Frequently Asked Questions

What is the difference between CPT 90791 and 90792?

CPT 90791 is used for a psychiatric diagnostic evaluation without medical services. CPT 90792 is used when medical services — including medication prescription or management — are part of the evaluation. Using 90791 when medication is prescribed creates significant audit risk and is one of the most commonly miscoded psychiatry encounters.

When both an E&M service and psychotherapy are provided during the same encounter, the E&M code (99202–99215) is billed with a psychotherapy add-on code (90833, 90836, or 90838) based on the duration of psychotherapy. The time spent on psychotherapy cannot be counted toward the E&M level — selecting E&M level based on MDM rather than total time is the safest approach. 

Modifier 95 is used for synchronous video telehealth visits. Modifier 93 is used for audio-only services when the patient lacks video access or declines video. Place of Service 10 applies when the patient is in their home; POS 02 applies for other telehealth locations. All four elements must be correct for the claim to process accurately.

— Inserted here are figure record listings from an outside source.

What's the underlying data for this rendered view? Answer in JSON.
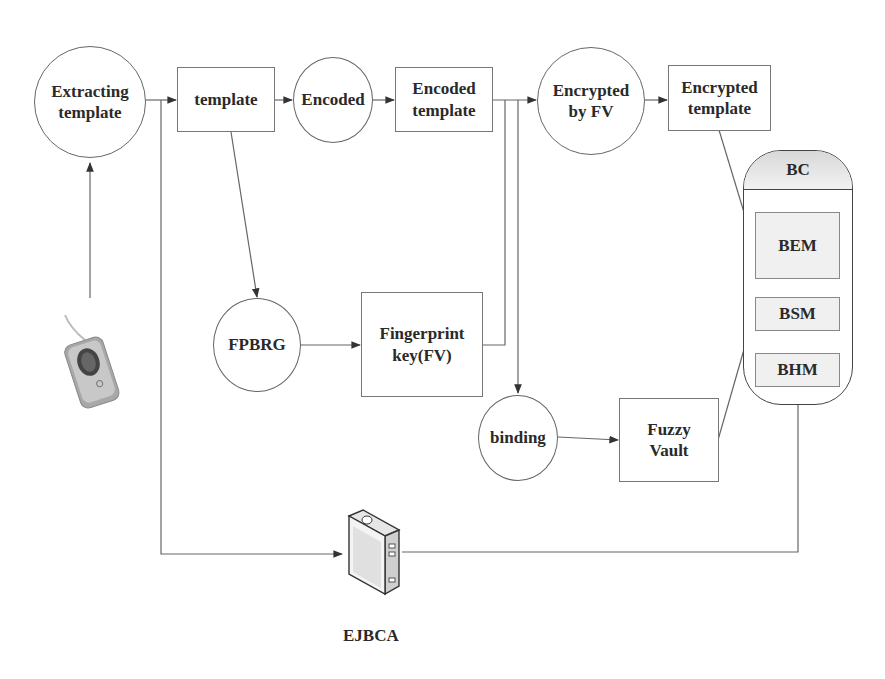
{
  "diagram": {
    "nodes": {
      "extracting_template": "Extracting\ntemplate",
      "template": "template",
      "encoded": "Encoded",
      "encoded_template": "Encoded\ntemplate",
      "encrypted_by_fv": "Encrypted\nby FV",
      "encrypted_template": "Encrypted\ntemplate",
      "fpbrg": "FPBRG",
      "fingerprint_key": "Fingerprint\nkey(FV)",
      "binding": "binding",
      "fuzzy_vault": "Fuzzy\nVault",
      "ejbca": "EJBCA"
    },
    "bc": {
      "title": "BC",
      "modules": [
        "BEM",
        "BSM",
        "BHM"
      ]
    },
    "icons": {
      "scanner": "fingerprint-scanner-icon",
      "server": "server-icon"
    },
    "edges": [
      {
        "from": "fingerprint_scanner",
        "to": "extracting_template"
      },
      {
        "from": "extracting_template",
        "to": "template"
      },
      {
        "from": "template",
        "to": "encoded"
      },
      {
        "from": "encoded",
        "to": "encoded_template"
      },
      {
        "from": "encoded_template",
        "to": "encrypted_by_fv"
      },
      {
        "from": "encrypted_by_fv",
        "to": "encrypted_template"
      },
      {
        "from": "template",
        "to": "fpbrg"
      },
      {
        "from": "fpbrg",
        "to": "fingerprint_key"
      },
      {
        "from": "fingerprint_key",
        "to": "encrypted_by_fv"
      },
      {
        "from": "encoded_template",
        "to": "binding"
      },
      {
        "from": "binding",
        "to": "fuzzy_vault"
      },
      {
        "from": "encrypted_template",
        "to": "BEM"
      },
      {
        "from": "fuzzy_vault",
        "to": "BSM"
      },
      {
        "from": "extracting_template",
        "to": "ejbca"
      },
      {
        "from": "ejbca",
        "to": "BHM"
      }
    ],
    "colors": {
      "line": "#555555",
      "text": "#2a2a2a",
      "bc_module_fill": "#f0f0f0"
    }
  }
}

Effective February 16, 2026, 42 CFR Part 2 aligns more closely with HIPAA, allowing a single patient consent to cover treatment, payment, and healthcare operations for Substance Use Disorder records. Practices must update their Notice of Privacy Practices. Missing consent documentation for SUD-related services can create compliance risk and contribute to claim denials. 

The most frequent psychiatry denials involve missing exact session time documentation, incorrect use of 90791 vs. 90792, missing or incorrect telehealth modifiers, time overlap between E&M and psychotherapy, and overuse of CPT 90837 without supporting documentation. Documenting exact start and stop times, selecting E&M based on MDM when psychotherapy is also billed, and validating modifiers before submission are the most effective prevention strategies.